Clint Eastwood's Flags of our Fathers (2006) is conventional in form but innovative in its treatment of its subject. This may be one reason why conservative critics criticized the film. The title refers both to the flags that were raised on Mount Suribachi on Iwo Jima during the United States invasion of the island in World War II, and to the confusion surrounding the identity of the soldiers who did and did not raise the flags. The "fathers" are our own fathers, those fathers who fought in the war and who raised the flags—the fathers who made our modern lives possible, and to whom we owe enormous gratitude. The film is told from the present time viewpoint of a son whose father, one of the flag raisers, is dying. The son wants to know more about his father's involvement in the flag raising, so he investigates and talks to others who took part. This frame is an awkward contrivance (we saw something similar in the less ambitious Saving Private Ryan) but it works well enough. In fact, the frame is the result of the 2000 book Flags of Our Fathers by New York Times journalist James Bradley, about the men involved in the flag raising. One of those men was Bradley's father John. A character based on Bradley's father appears in the film.
The film deconstructs the story of an iconic image, the famous photograph of the raising of the flag on Iwo Jima. The first flag was raised on the fifth day of the thirty-five day battle for the island. U. S. forces had captured Mount Suribachi, and a flag raising was a natural conclusion to the event. When commanding officers and publicity men recognize the potential value of the image of the flag raising, they conduct a second flag raising, using some of the men who raised the first flag but using others as well (some of the original flag raisers were elsewhere or had already died in battle). Many pictures are taken of the second raising, including the photograph that made the event famous. The film shows how the U. S. war office exploits the famous photograph by sending several of the men involved in the flag raisings on a publicity tour to bolster national resolve and inspire patriotism.
Perhaps the most provocative aspect of the film is its portrayal of how the men involved in the flag raising were pawns in the political games of politicians and commanding officers. The most recognizable of these flag raisers was the Native American soldier Ira Hayes. Ill suited for publicity tours, he suffered from battle fatigue and depression, and the film suggests that he drank in order to be able to tolerate the public attention. In fact, the film suggests that organizers of the tour events supplied him with alcohol so that he would participate. Hayes became a severe alcoholic and ultimately died of the disease.
The film shows that after the war the men involved in the Suribachi flag raisings were abandoned and forgotten. They had played their roles and served their purpose. Thus what was initially presented as an act of heroic and natural patriotism, the raising of the flag over Suribachi, was in fact at least a partial fraud and deception, a staged event perpetrated by men who conduct wars without regard for the individual lives that wars destroy.
The flags of the film's title were in fact symbols of the exploitation that at least some of our fathers suffered at the hands of those who conducted the war.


--- Work to be completed ---
Could you show each line of the records that contains the word "Basket"?

--- Input records ---

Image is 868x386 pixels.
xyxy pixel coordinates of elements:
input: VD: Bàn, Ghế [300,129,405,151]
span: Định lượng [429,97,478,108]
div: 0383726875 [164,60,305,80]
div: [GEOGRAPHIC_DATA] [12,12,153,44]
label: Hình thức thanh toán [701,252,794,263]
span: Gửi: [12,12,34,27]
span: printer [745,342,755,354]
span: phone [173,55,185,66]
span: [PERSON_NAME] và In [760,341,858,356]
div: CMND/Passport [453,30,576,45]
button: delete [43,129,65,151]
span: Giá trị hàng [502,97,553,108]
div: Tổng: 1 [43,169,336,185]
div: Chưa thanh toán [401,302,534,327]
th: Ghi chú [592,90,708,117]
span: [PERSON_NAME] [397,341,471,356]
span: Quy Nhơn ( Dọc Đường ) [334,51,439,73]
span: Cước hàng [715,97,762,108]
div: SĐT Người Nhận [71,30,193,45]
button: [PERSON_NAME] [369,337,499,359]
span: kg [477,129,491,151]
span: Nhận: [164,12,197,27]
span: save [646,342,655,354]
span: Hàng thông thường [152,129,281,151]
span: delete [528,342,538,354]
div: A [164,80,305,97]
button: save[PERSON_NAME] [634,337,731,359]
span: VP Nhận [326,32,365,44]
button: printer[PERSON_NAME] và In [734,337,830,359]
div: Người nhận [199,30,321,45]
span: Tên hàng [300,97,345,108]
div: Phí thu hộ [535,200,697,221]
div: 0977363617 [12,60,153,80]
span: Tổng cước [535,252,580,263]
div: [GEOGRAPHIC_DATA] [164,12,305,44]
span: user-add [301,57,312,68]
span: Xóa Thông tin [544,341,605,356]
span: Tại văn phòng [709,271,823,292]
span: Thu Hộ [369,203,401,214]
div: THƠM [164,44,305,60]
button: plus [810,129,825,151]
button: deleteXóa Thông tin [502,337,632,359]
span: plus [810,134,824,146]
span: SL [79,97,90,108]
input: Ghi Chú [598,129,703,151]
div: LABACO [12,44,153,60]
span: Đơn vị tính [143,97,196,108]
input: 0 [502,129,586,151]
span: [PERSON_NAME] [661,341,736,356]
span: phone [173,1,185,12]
---
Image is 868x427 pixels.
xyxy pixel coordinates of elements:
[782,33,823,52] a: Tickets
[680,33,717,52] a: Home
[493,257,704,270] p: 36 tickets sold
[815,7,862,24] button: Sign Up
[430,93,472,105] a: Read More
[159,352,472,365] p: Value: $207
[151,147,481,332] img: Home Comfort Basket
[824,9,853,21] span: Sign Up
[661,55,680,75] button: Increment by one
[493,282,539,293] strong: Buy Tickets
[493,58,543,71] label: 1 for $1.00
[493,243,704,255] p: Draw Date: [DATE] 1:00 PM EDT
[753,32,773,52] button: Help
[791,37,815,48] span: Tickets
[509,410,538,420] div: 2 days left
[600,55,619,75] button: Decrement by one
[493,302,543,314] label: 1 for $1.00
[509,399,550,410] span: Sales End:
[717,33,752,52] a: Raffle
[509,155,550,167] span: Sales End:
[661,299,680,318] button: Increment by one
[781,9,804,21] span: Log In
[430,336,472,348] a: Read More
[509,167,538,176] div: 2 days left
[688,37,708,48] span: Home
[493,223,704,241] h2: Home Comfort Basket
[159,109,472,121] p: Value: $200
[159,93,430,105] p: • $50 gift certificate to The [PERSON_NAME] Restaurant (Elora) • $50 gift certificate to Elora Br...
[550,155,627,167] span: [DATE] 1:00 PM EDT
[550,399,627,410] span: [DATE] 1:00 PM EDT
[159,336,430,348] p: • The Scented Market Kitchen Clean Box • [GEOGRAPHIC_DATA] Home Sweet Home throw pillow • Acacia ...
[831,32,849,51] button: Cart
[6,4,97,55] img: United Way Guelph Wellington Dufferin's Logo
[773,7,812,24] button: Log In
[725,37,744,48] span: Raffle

--- Your solution ---
[151,147,481,332] img: Home Comfort Basket
[493,223,704,241] h2: Home Comfort Basket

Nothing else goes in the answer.